Even his guide left, again patting Rebus’s arm and giving him a nod and a wink. It was a day for universal gestures, so Rebus winked back. Then, the kitchen vacant now, muggy with the smell of cheap cigarettes, whisky and body odour, Rebus rinsed out his glass and stood it end-up on the draining board. He walked into the hallway, paused, then knocked and pushed open the living-room door.
As he had suspected, Grace Gallagher, as frail-looking as he’d thought, dabbing behind her fifties-style spectacles, was seated in an armchair. On the arm of the chair sat a woman in her forties, heavy-bodied but not without presence. The other chairs were vacant. Teacups sat on a dining table, alongside an unfinished plate of sandwiches, empty sherry glasses, the bottle itself, and, curiously, a pack of playing cards, laid out as though someone had broken off halfway through a game of patience.
Opposite the television set sat another sunken armchair, looking as if it had not been sat in this whole afternoon.

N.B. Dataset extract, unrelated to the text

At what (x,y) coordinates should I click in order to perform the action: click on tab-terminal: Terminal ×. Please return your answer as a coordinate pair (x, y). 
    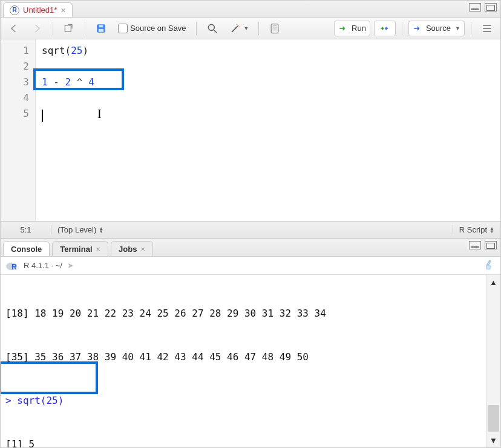
    Looking at the image, I should click on (80, 248).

Rebus could guess why: the deceased’s chair, the throne to his tiny kingdom. He smiled towards the two women. Grace Gallagher only half looked towards him.
‘Thanks for dropping by,’ she said, her voice slightly revived from earlier. ‘It was good of you. Cheerio.’
‘Actually, Mrs Gallagher,’ said Rebus, stepping into the room, ‘I’m a police officer, Detective Inspector Rebus. Dr Aitken asked me to look in.’
‘Oh.’ Grace Gallagher looked at him now. Pretty eyes sinking into crinkly white skin. A dab of natural colour on each cheek. Her silvery hair hadn’t seen a perm in quite a while, but someone had combed it, perhaps to enable her to face the rigours of the afternoon. The daughter-in-law – or so Rebus supposed the woman on the arm of the chair to be – was rising.